Elis-Thomas calls Plaid's election strategy 'negative'
- Published
Plaid Cymru got its election strategy wrong by deciding to attack Labour, one of the party's senior figures has said.
In a BBC Wales interview, presiding officer Lord Elis-Thomas backed party leader Ieuan Wyn Jones, saying he should not stand down after a poor election result.
He said a negative anti-Labour campaign by Plaid did not work.
Plaid lost four seats and was overtaken as the second-biggest party in the Senedd by the Conservatives last week.
Despite forming a coalition assembly government in 2007, Plaid heavily attacked Labour during the election campaign.
Lord Elis-Thomas, who was re-elected as the AM for Dwyfor Meirionnydd, told BBC Wales' Politics Show that Mr Jones, who led the party into government for the first time four years ago, should not stand down.
He said: "I think it's important now there is stability within Plaid and within the leadership."
The whole party was collectively responsible for the campaign, Lord Elis-Thomas said.
"I think there was a problem with the campaign itself in that there appeared to be a determination to be as negative as possible towards our previous partners in government and I don't think the position of the party was sufficiently clearly explained even on the particular political spectrum we have in Wales."
He said he made it clear he would not serve in a coalition under the Conservatives unless Labour was "decimated".
"It's very clear that the Welsh people have decided that they trust the leadership of Carwyn Jones as first minister."
He said the former Labour-Plaid coalition has delivered successes in housing, transport and on the constitution. The latter included a referendum to boost the assembly's law-making powers.
He said: "I never expected an automatic referendum bounce, but I think we should have made clearer to people that we were standing on a programme that we had worked together and not, in a sense, campaigning very negatively about Welsh Labour, which didn't work, as I said it wouldn't."
He said he would argue strongly against anyone who wanted to remove Ieuan Wyn Jones. Plaid's priority was to think about its own position in the next assembly, either within government or as a party providing "proper and effective scrutiny".
Asked about resuming the role of presiding officer, he said: "I have been here before and I am a servant of the assembly.
"I will do what I am asked to do by my colleagues."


* What you need to do *
Your task is to repeat the data exactly, every line of it.
----- Data excerpts
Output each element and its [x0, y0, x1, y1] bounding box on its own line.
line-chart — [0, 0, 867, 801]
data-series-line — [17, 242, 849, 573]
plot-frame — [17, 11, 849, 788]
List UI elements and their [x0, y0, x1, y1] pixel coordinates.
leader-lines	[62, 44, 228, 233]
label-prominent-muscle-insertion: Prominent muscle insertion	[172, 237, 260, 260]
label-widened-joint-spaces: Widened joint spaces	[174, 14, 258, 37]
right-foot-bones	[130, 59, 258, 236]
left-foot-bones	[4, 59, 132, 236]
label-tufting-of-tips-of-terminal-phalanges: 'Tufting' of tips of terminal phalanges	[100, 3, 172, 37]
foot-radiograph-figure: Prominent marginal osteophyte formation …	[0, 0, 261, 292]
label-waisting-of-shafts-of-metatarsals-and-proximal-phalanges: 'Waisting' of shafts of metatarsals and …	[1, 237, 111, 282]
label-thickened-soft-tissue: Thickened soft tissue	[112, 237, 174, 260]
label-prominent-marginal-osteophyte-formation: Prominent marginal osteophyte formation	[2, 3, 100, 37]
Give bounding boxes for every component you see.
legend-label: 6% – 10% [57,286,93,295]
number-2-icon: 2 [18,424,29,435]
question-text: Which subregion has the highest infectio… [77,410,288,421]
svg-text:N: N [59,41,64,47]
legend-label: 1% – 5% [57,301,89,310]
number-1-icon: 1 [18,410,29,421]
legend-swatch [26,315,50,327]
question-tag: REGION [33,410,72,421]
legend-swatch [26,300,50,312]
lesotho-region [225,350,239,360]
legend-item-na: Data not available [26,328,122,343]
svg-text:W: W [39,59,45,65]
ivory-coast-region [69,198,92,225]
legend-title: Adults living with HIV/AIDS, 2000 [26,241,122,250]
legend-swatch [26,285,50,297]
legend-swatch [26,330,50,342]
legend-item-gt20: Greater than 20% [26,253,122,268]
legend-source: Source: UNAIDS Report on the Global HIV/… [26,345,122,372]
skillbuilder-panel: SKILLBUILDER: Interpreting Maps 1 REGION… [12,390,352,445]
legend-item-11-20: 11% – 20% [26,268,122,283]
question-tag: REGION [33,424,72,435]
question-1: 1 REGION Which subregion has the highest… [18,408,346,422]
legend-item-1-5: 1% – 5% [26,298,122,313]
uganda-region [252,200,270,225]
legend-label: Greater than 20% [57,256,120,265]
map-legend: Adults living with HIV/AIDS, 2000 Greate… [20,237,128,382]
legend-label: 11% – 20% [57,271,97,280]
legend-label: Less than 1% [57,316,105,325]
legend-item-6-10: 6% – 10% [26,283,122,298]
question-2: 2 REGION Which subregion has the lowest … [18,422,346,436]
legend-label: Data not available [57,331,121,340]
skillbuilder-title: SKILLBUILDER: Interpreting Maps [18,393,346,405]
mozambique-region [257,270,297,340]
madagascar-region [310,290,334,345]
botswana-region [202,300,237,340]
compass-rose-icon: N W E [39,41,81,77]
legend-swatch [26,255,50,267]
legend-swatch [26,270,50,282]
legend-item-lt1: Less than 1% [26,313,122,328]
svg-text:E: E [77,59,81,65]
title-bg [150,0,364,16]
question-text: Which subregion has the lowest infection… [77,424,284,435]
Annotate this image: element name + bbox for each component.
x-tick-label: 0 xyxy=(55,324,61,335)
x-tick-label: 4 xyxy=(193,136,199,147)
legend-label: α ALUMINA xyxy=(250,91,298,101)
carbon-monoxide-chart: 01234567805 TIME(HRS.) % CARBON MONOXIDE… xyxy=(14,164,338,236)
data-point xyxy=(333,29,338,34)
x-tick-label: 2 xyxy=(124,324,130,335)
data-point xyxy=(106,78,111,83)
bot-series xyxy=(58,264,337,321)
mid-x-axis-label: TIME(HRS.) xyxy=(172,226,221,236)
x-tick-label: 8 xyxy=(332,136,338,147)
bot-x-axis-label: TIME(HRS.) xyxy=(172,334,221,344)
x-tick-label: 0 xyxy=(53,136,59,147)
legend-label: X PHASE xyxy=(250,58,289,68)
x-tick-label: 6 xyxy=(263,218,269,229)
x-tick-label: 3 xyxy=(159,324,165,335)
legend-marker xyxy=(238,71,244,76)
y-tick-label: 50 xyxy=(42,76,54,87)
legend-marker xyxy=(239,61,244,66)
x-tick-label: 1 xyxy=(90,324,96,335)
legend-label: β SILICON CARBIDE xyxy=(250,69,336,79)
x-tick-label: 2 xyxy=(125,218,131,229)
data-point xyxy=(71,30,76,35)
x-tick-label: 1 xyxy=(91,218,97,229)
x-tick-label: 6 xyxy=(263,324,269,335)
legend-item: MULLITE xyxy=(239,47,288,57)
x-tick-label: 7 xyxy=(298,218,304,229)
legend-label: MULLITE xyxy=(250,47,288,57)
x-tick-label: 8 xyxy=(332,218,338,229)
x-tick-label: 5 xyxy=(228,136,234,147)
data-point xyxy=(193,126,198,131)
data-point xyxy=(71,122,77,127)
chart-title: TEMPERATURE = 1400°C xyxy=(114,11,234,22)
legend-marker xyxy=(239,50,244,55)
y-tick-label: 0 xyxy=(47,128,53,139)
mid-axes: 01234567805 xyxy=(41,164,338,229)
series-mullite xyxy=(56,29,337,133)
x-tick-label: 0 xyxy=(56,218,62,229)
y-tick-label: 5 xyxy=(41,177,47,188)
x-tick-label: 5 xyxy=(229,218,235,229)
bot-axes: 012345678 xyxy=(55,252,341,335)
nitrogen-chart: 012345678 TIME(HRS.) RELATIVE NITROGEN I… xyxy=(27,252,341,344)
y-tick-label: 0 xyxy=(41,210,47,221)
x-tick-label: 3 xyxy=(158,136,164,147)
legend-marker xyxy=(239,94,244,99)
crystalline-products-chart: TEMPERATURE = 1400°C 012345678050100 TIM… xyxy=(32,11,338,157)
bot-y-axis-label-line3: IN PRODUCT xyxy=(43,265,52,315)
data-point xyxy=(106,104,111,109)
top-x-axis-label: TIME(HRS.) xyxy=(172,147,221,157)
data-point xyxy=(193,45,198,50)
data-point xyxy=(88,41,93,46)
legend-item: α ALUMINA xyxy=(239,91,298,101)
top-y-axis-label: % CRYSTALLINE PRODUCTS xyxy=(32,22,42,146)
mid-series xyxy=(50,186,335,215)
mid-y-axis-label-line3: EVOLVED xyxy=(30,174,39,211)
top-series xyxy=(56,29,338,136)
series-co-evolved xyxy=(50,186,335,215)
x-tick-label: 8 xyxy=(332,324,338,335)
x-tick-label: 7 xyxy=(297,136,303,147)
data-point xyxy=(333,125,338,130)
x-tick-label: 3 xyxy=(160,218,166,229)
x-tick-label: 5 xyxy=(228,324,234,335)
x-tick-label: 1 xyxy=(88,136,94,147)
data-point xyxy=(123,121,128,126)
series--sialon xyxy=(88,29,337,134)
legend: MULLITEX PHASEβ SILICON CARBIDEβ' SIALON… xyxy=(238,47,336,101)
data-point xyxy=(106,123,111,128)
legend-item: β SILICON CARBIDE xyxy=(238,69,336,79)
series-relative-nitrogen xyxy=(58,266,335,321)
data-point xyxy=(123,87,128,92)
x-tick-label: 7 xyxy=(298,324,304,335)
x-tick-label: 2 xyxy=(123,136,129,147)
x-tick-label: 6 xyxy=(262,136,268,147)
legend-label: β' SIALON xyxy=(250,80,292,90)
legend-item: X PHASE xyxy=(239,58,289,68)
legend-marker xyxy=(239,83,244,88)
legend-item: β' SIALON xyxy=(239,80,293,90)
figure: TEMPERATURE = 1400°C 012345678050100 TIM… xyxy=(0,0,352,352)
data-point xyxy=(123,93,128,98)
----------
* Output below *
Output each element and its [x0, y0, x1, y1] bounding box on its own line.
line-chart — [0, 0, 867, 801]
data-series-line — [17, 242, 849, 573]
plot-frame — [17, 11, 849, 788]
List UI elements and their [x0, y0, x1, y1] pixel coordinates.
leader-lines	[62, 44, 228, 233]
label-prominent-muscle-insertion: Prominent muscle insertion	[172, 237, 260, 260]
label-widened-joint-spaces: Widened joint spaces	[174, 14, 258, 37]
right-foot-bones	[130, 59, 258, 236]
left-foot-bones	[4, 59, 132, 236]
label-tufting-of-tips-of-terminal-phalanges: 'Tufting' of tips of terminal phalanges	[100, 3, 172, 37]
foot-radiograph-figure: Prominent marginal osteophyte formation …	[0, 0, 261, 292]
label-waisting-of-shafts-of-metatarsals-and-proximal-phalanges: 'Waisting' of shafts of metatarsals and …	[1, 237, 111, 282]
label-thickened-soft-tissue: Thickened soft tissue	[112, 237, 174, 260]
label-prominent-marginal-osteophyte-formation: Prominent marginal osteophyte formation	[2, 3, 100, 37]
Give bounding boxes for every component you see.
legend-label: 6% – 10% [57,286,93,295]
number-2-icon: 2 [18,424,29,435]
question-text: Which subregion has the highest infectio… [77,410,288,421]
svg-text:N: N [59,41,64,47]
legend-label: 1% – 5% [57,301,89,310]
number-1-icon: 1 [18,410,29,421]
legend-swatch [26,315,50,327]
question-tag: REGION [33,410,72,421]
legend-swatch [26,300,50,312]
lesotho-region [225,350,239,360]
legend-item-na: Data not available [26,328,122,343]
svg-text:W: W [39,59,45,65]
ivory-coast-region [69,198,92,225]
legend-title: Adults living with HIV/AIDS, 2000 [26,241,122,250]
legend-swatch [26,285,50,297]
legend-swatch [26,330,50,342]
legend-item-gt20: Greater than 20% [26,253,122,268]
legend-source: Source: UNAIDS Report on the Global HIV/… [26,345,122,372]
skillbuilder-panel: SKILLBUILDER: Interpreting Maps 1 REGION… [12,390,352,445]
legend-item-11-20: 11% – 20% [26,268,122,283]
question-tag: REGION [33,424,72,435]
question-1: 1 REGION Which subregion has the highest… [18,408,346,422]
legend-item-1-5: 1% – 5% [26,298,122,313]
uganda-region [252,200,270,225]
legend-label: Greater than 20% [57,256,120,265]
map-legend: Adults living with HIV/AIDS, 2000 Greate… [20,237,128,382]
legend-label: 11% – 20% [57,271,97,280]
legend-label: Less than 1% [57,316,105,325]
legend-item-6-10: 6% – 10% [26,283,122,298]
question-2: 2 REGION Which subregion has the lowest … [18,422,346,436]
legend-label: Data not available [57,331,121,340]
skillbuilder-title: SKILLBUILDER: Interpreting Maps [18,393,346,405]
mozambique-region [257,270,297,340]
madagascar-region [310,290,334,345]
botswana-region [202,300,237,340]
compass-rose-icon: N W E [39,41,81,77]
legend-swatch [26,255,50,267]
legend-swatch [26,270,50,282]
legend-item-lt1: Less than 1% [26,313,122,328]
svg-text:E: E [77,59,81,65]
title-bg [150,0,364,16]
question-text: Which subregion has the lowest infection… [77,424,284,435]
Annotate this image: element name + bbox for each component.
x-tick-label: 0 xyxy=(55,324,61,335)
x-tick-label: 4 xyxy=(193,136,199,147)
legend-label: α ALUMINA xyxy=(250,91,298,101)
carbon-monoxide-chart: 01234567805 TIME(HRS.) % CARBON MONOXIDE… xyxy=(14,164,338,236)
data-point xyxy=(333,29,338,34)
x-tick-label: 2 xyxy=(124,324,130,335)
data-point xyxy=(106,78,111,83)
bot-series xyxy=(58,264,337,321)
mid-x-axis-label: TIME(HRS.) xyxy=(172,226,221,236)
x-tick-label: 8 xyxy=(332,136,338,147)
bot-x-axis-label: TIME(HRS.) xyxy=(172,334,221,344)
x-tick-label: 0 xyxy=(53,136,59,147)
legend-label: X PHASE xyxy=(250,58,289,68)
x-tick-label: 6 xyxy=(263,218,269,229)
x-tick-label: 3 xyxy=(159,324,165,335)
legend-marker xyxy=(238,71,244,76)
y-tick-label: 50 xyxy=(42,76,54,87)
legend-marker xyxy=(239,61,244,66)
x-tick-label: 1 xyxy=(90,324,96,335)
legend-label: β SILICON CARBIDE xyxy=(250,69,336,79)
x-tick-label: 2 xyxy=(125,218,131,229)
data-point xyxy=(71,30,76,35)
x-tick-label: 1 xyxy=(91,218,97,229)
x-tick-label: 6 xyxy=(263,324,269,335)
legend-item: MULLITE xyxy=(239,47,288,57)
x-tick-label: 7 xyxy=(298,218,304,229)
legend-label: MULLITE xyxy=(250,47,288,57)
x-tick-label: 8 xyxy=(332,218,338,229)
x-tick-label: 5 xyxy=(228,136,234,147)
data-point xyxy=(193,126,198,131)
data-point xyxy=(71,122,77,127)
chart-title: TEMPERATURE = 1400°C xyxy=(114,11,234,22)
legend-marker xyxy=(239,50,244,55)
y-tick-label: 0 xyxy=(47,128,53,139)
mid-axes: 01234567805 xyxy=(41,164,338,229)
series-mullite xyxy=(56,29,337,133)
x-tick-label: 0 xyxy=(56,218,62,229)
y-tick-label: 5 xyxy=(41,177,47,188)
x-tick-label: 5 xyxy=(229,218,235,229)
bot-axes: 012345678 xyxy=(55,252,341,335)
nitrogen-chart: 012345678 TIME(HRS.) RELATIVE NITROGEN I… xyxy=(27,252,341,344)
y-tick-label: 0 xyxy=(41,210,47,221)
x-tick-label: 3 xyxy=(158,136,164,147)
legend-marker xyxy=(239,94,244,99)
crystalline-products-chart: TEMPERATURE = 1400°C 012345678050100 TIM… xyxy=(32,11,338,157)
bot-y-axis-label-line3: IN PRODUCT xyxy=(43,265,52,315)
data-point xyxy=(106,104,111,109)
top-x-axis-label: TIME(HRS.) xyxy=(172,147,221,157)
data-point xyxy=(193,45,198,50)
data-point xyxy=(88,41,93,46)
legend-item: α ALUMINA xyxy=(239,91,298,101)
top-y-axis-label: % CRYSTALLINE PRODUCTS xyxy=(32,22,42,146)
mid-series xyxy=(50,186,335,215)
mid-y-axis-label-line3: EVOLVED xyxy=(30,174,39,211)
top-series xyxy=(56,29,338,136)
series-co-evolved xyxy=(50,186,335,215)
x-tick-label: 8 xyxy=(332,324,338,335)
x-tick-label: 7 xyxy=(297,136,303,147)
data-point xyxy=(333,125,338,130)
x-tick-label: 3 xyxy=(160,218,166,229)
x-tick-label: 5 xyxy=(228,324,234,335)
x-tick-label: 1 xyxy=(88,136,94,147)
data-point xyxy=(123,121,128,126)
series--sialon xyxy=(88,29,337,134)
legend: MULLITEX PHASEβ SILICON CARBIDEβ' SIALON… xyxy=(238,47,336,101)
data-point xyxy=(106,123,111,128)
legend-item: β SILICON CARBIDE xyxy=(238,69,336,79)
series-relative-nitrogen xyxy=(58,266,335,321)
data-point xyxy=(123,87,128,92)
x-tick-label: 7 xyxy=(298,324,304,335)
x-tick-label: 2 xyxy=(123,136,129,147)
x-tick-label: 6 xyxy=(262,136,268,147)
legend-label: β' SIALON xyxy=(250,80,292,90)
legend-item: X PHASE xyxy=(239,58,289,68)
legend-marker xyxy=(239,83,244,88)
legend-item: β' SIALON xyxy=(239,80,293,90)
figure: TEMPERATURE = 1400°C 012345678050100 TIM… xyxy=(0,0,352,352)
data-point xyxy=(123,93,128,98)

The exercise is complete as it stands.